A girl lies on the floor listening to music. “Close your eyes,” her aunt says, “and tell me what you see.”

Choreographer-director Graciela Daniele was that girl. She’s 81 now and revered for her work on such stage productions as “Ragtime” and “Once on This Island,” but memories of those listening sessions remain as vivid as if this were still the 1940s and she was still in Buenos Aires being raised by her mother, grandmother and aunt after her father left the family and her grandfather died.

“I would invent stories, and she would help me to continue — listening to the music, interpreting the music through imagery,” Daniele recalls of her aunt’s coaxing. That sparked her creativity, as did her grandmother’s commanding personality and her mother’s work ethic.

Daniele has long perpetuated their example by telling people about them. Whether chatting with colleagues or talking with journalists, she has enthusiastically described the vitality and intelligence of the women in her family, as well as their resilience during the darkest days of the Perón dictatorship. After years of heart-to-hearts, her composer-librettist friend Michael John LaChiusa knew the details so well that when he set about writing a musical about Daniele, he already had all the source material he needed.

The result is the musical “The Gardens of Anuncia,” commissioned and being given its world premiere by the Old Globe in San Diego. It opens Friday, a week before Daniele is presented a lifetime achievement Tony Award — announced, serendipitously, the first day of rehearsal.

Daniele began as a ballet soloist in South America and Europe, then headed to Broadway, dancing in the original companies of “Promises, Promises,” “Follies” and “Chicago.” Mentored by Michael Bennett, she became the much-sought choreographer of such shows as “The Rink” and “The Mystery of Edwin Drood,” then added directing to the mix with such productions as LaChiusa’s “Hello Again” and “Marie Christine.”

“The Gardens of Anuncia” draws from this résumé; most everyone on its all-star team has a connection to Daniele or LaChiusa. The lighting is by Jules Fisher, who is Daniele’s husband, and Peggy Eisenhauer. Costumes are by Toni-Leslie James. Orchestrations are by Michael Starobin. The cast includes Eden Espinosa and Mary Testa. Daniele directs and co-choreographs.

Sitting for an interview before a recent rehearsal, Daniele was warm, open and vital. Echoes of Argentine pronunciation and cadence lent music to her voice, as did rich, throaty laughter. Her hands, used to underscore her thoughts, traced balletic curves through the air.

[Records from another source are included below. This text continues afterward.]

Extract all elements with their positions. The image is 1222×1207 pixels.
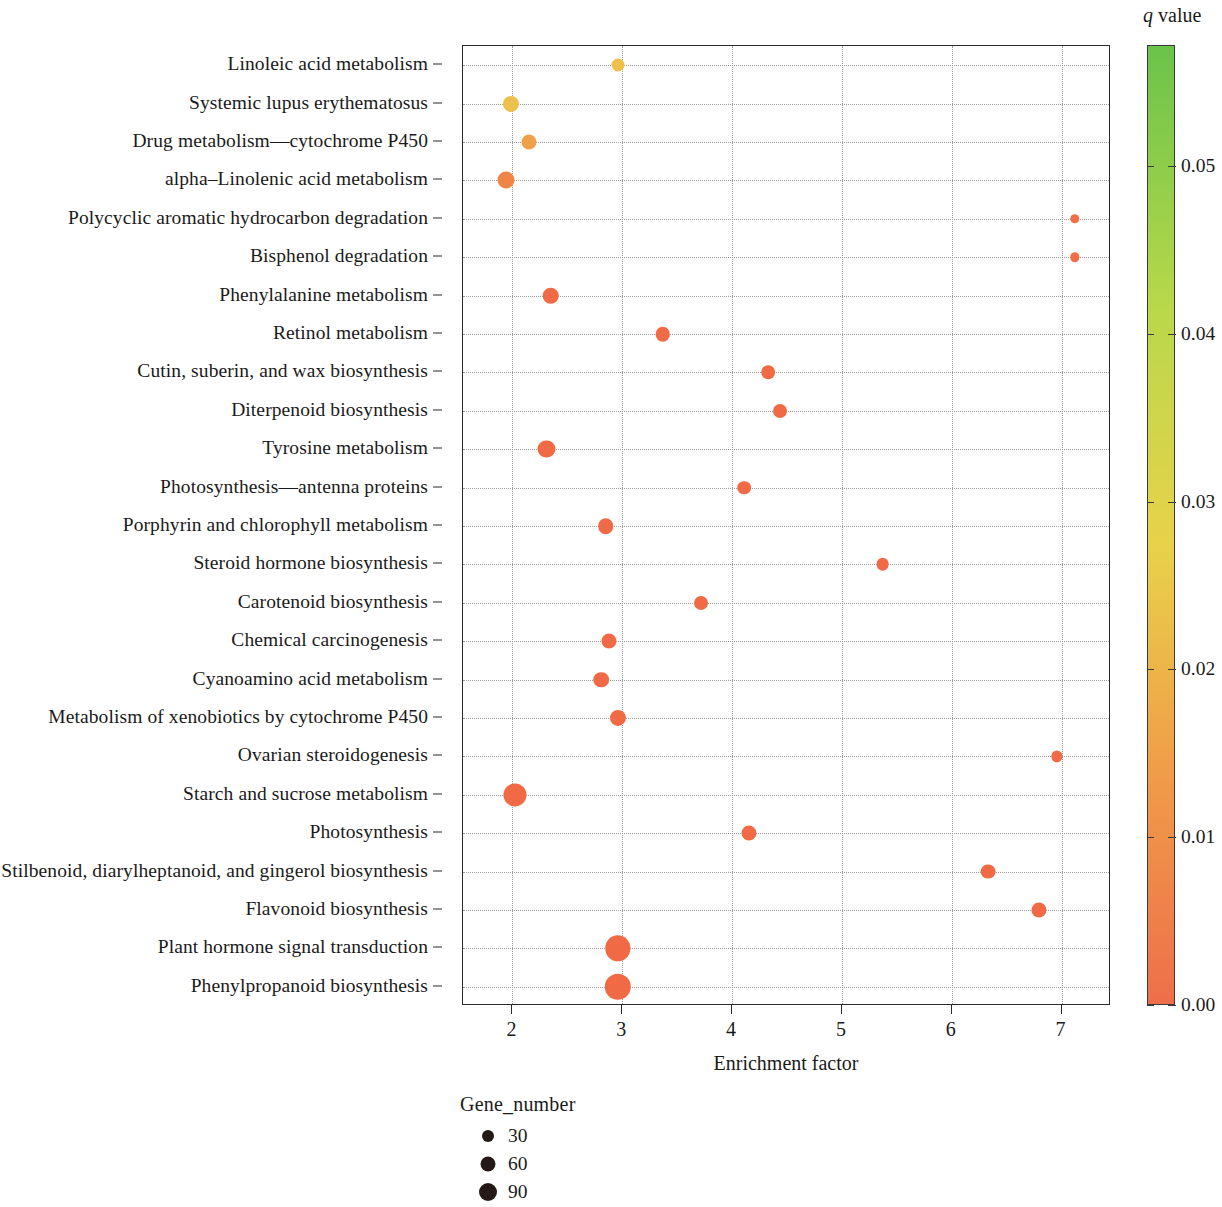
y-axis-tick-label: Carotenoid biosynthesis [238, 591, 428, 613]
x-axis-tick-label: 3 [616, 1018, 626, 1041]
size-legend-dot [479, 1183, 497, 1201]
y-axis-tick-label: Diterpenoid biosynthesis [231, 399, 428, 421]
color-legend-tick-mark [1168, 837, 1176, 838]
y-axis-tick-label: Steroid hormone biosynthesis [193, 552, 428, 574]
color-legend-tick-mark [1168, 334, 1176, 335]
gridline-horizontal [463, 334, 1109, 335]
data-point-bubble [694, 596, 708, 610]
data-point-bubble [594, 672, 610, 688]
plot-area [462, 45, 1110, 1005]
color-legend: q value 0.050.040.030.020.010.00 [1143, 0, 1222, 1010]
gridline-vertical [1062, 46, 1063, 1004]
color-legend-tick-mark [1147, 166, 1154, 167]
color-legend-tick-label: 0.04 [1181, 323, 1215, 345]
x-axis-tick-label: 4 [726, 1018, 736, 1041]
gridline-horizontal [463, 910, 1109, 911]
data-point-bubble [610, 710, 626, 726]
data-point-bubble [981, 864, 996, 879]
gridline-horizontal [463, 680, 1109, 681]
x-axis-tick-mark [841, 1005, 842, 1014]
x-axis-tick-mark [621, 1005, 622, 1014]
color-legend-tick-mark [1147, 669, 1154, 670]
y-axis-tick-label: Photosynthesis [310, 821, 428, 843]
data-point-bubble [611, 59, 624, 72]
gridline-horizontal [463, 641, 1109, 642]
gridline-horizontal [463, 180, 1109, 181]
y-axis-tick-mark [433, 141, 442, 142]
size-legend-title: Gene_number [460, 1093, 700, 1116]
gridline-horizontal [463, 833, 1109, 834]
x-axis-tick-label: 5 [836, 1018, 846, 1041]
y-axis-tick-mark [433, 486, 442, 487]
y-axis-tick-label: Polycyclic aromatic hydrocarbon degradat… [68, 207, 428, 229]
y-axis-tick-label: Linoleic acid metabolism [227, 53, 428, 75]
y-axis-tick-mark [433, 793, 442, 794]
color-legend-title-rest: value [1153, 4, 1201, 26]
data-point-bubble [538, 441, 555, 458]
gridline-horizontal [463, 987, 1109, 988]
color-legend-tick-label: 0.02 [1181, 658, 1215, 680]
size-legend-label: 30 [508, 1125, 528, 1147]
y-axis-tick-label: Tyrosine metabolism [262, 437, 428, 459]
y-axis-tick-label: Drug metabolism—cytochrome P450 [132, 130, 428, 152]
y-axis-tick-mark [433, 640, 442, 641]
kegg-enrichment-bubble-chart: Linoleic acid metabolismSystemic lupus e… [0, 0, 1222, 1207]
gridline-horizontal [463, 219, 1109, 220]
x-axis-tick-mark [731, 1005, 732, 1014]
y-axis-tick-label: Bisphenol degradation [250, 245, 428, 267]
y-axis-tick-mark [433, 947, 442, 948]
y-axis-tick-mark [433, 448, 442, 449]
gridline-horizontal [463, 564, 1109, 565]
gridline-horizontal [463, 795, 1109, 796]
gridline-horizontal [463, 526, 1109, 527]
x-axis-tick-label: 2 [506, 1018, 516, 1041]
data-point-bubble [773, 404, 787, 418]
y-axis-tick-mark [433, 909, 442, 910]
y-axis-tick-label: Chemical carcinogenesis [231, 629, 428, 651]
size-legend-label: 90 [508, 1181, 528, 1203]
y-axis-tick-label: Photosynthesis—antenna proteins [160, 476, 428, 498]
x-axis-tick-label: 6 [946, 1018, 956, 1041]
size-legend-dot [481, 1157, 496, 1172]
x-axis-tick-mark [1061, 1005, 1062, 1014]
gridline-horizontal [463, 449, 1109, 450]
data-point-bubble [521, 134, 536, 149]
y-axis-tick-mark [433, 755, 442, 756]
y-axis-tick-label: Phenylpropanoid biosynthesis [191, 975, 428, 997]
color-legend-tick-label: 0.03 [1181, 491, 1215, 513]
gridline-vertical [842, 46, 843, 1004]
size-legend: Gene_number 306090 [460, 1093, 700, 1206]
y-axis-tick-label: Systemic lupus erythematosus [189, 92, 428, 114]
x-axis-tick-label: 7 [1056, 1018, 1066, 1041]
y-axis-tick-mark [433, 717, 442, 718]
y-axis-tick-label: Plant hormone signal transduction [158, 936, 428, 958]
y-axis-tick-label: Cutin, suberin, and wax biosynthesis [137, 360, 428, 382]
gridline-horizontal [463, 296, 1109, 297]
data-point-bubble [497, 172, 514, 189]
color-legend-tick-mark [1147, 1005, 1154, 1006]
x-axis-title: Enrichment factor [462, 1052, 1110, 1075]
data-point-bubble [656, 327, 671, 342]
color-legend-tick-mark [1147, 502, 1154, 503]
y-axis-tick-label: Phenylalanine metabolism [219, 284, 428, 306]
gridline-horizontal [463, 104, 1109, 105]
data-point-bubble [605, 936, 630, 961]
y-axis-tick-mark [433, 563, 442, 564]
y-axis-tick-mark [433, 678, 442, 679]
size-legend-item: 30 [460, 1122, 700, 1150]
y-axis: Linoleic acid metabolismSystemic lupus e… [0, 45, 448, 1005]
data-point-bubble [602, 634, 617, 649]
x-axis-tick-mark [511, 1005, 512, 1014]
y-axis-tick-label: Cyanoamino acid metabolism [193, 668, 428, 690]
color-legend-tick-mark [1168, 1005, 1176, 1006]
y-axis-tick-mark [433, 601, 442, 602]
gridline-horizontal [463, 372, 1109, 373]
size-legend-rows: 306090 [460, 1122, 700, 1206]
color-gradient-bar [1147, 45, 1175, 1005]
size-legend-item: 60 [460, 1150, 700, 1178]
color-legend-tick-mark [1168, 166, 1176, 167]
data-point-bubble [605, 974, 631, 1000]
y-axis-tick-label: Flavonoid biosynthesis [245, 898, 428, 920]
gridline-vertical [952, 46, 953, 1004]
data-point-bubble [503, 96, 519, 112]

LaChiusa wrote “The Gardens of Anuncia” as a love letter to her, “and I’m so thankful for that,” she said. The musical eavesdrops on a choreographer as she procrastinates over a sad task in her garden and warily ponders the glamour and fuss of a lifetime achievement award. But this is not a typical bio-musical; there are no greatest-hits re-creations.

“My career is over, for Christ’s sake,” Daniele said, laughing. “I’ve been in the theater since I was 7 years old. I adore it, but it’s not important for me to talk about the shows that I did.” Instead, she asked LaChiusa to give star turns to her mother, mother’s mother and mother’s sister. “They’re the reason I’ve had such an extraordinary life.”

A young woman in white dances while her mother looks on and her older self recalls the memory.

In “The Gardens of Anuncia” at the Old Globe, Carmen Roman as Older Anuncia, left, remembers a moment from her girlhood, with Eden Espinosa as Mamí and Kalyn West as Younger Anuncia.

(Jim Cox Photography)

So most of the action unfolds in girlhood memories from the late 1940s and early 1950s. Maternal instruction and after-chores merriment transition into songs in which Argentine sounds commingle with good ol’ theater music.

The script labels the material as “based on” Daniele’s stories, and her younger and present-day stand-ins are called Anuncia, not Graciela. Still, events are true, if sometimes heightened for dramatic effect.

At the core of Daniele’s girlhood lies a mundane but momentous occurrence. A doctor suggested ballet as a strengthener when she complained of pain in the arches of her feet, and the household mobilized to make sure she got to lessons. When she fell in love with the art form, the women encouraged her to pursue it as far as her dreams could take her.

Dance, to her, is “freedom.” She opened her arms wide. “Not only physical freedom. Freedom of expressing joy or sadness or laughter, whatever.”

But she grew up in uneasy times. Her family lived only about seven blocks from the Casa Rosada, where Argentina’s iron-fisted president Juan Perón and his wife, Eva, ruled under a cult of personality. Opposition was brutally squelched. “When things went bad, we could hear shooting,” Daniele recalled.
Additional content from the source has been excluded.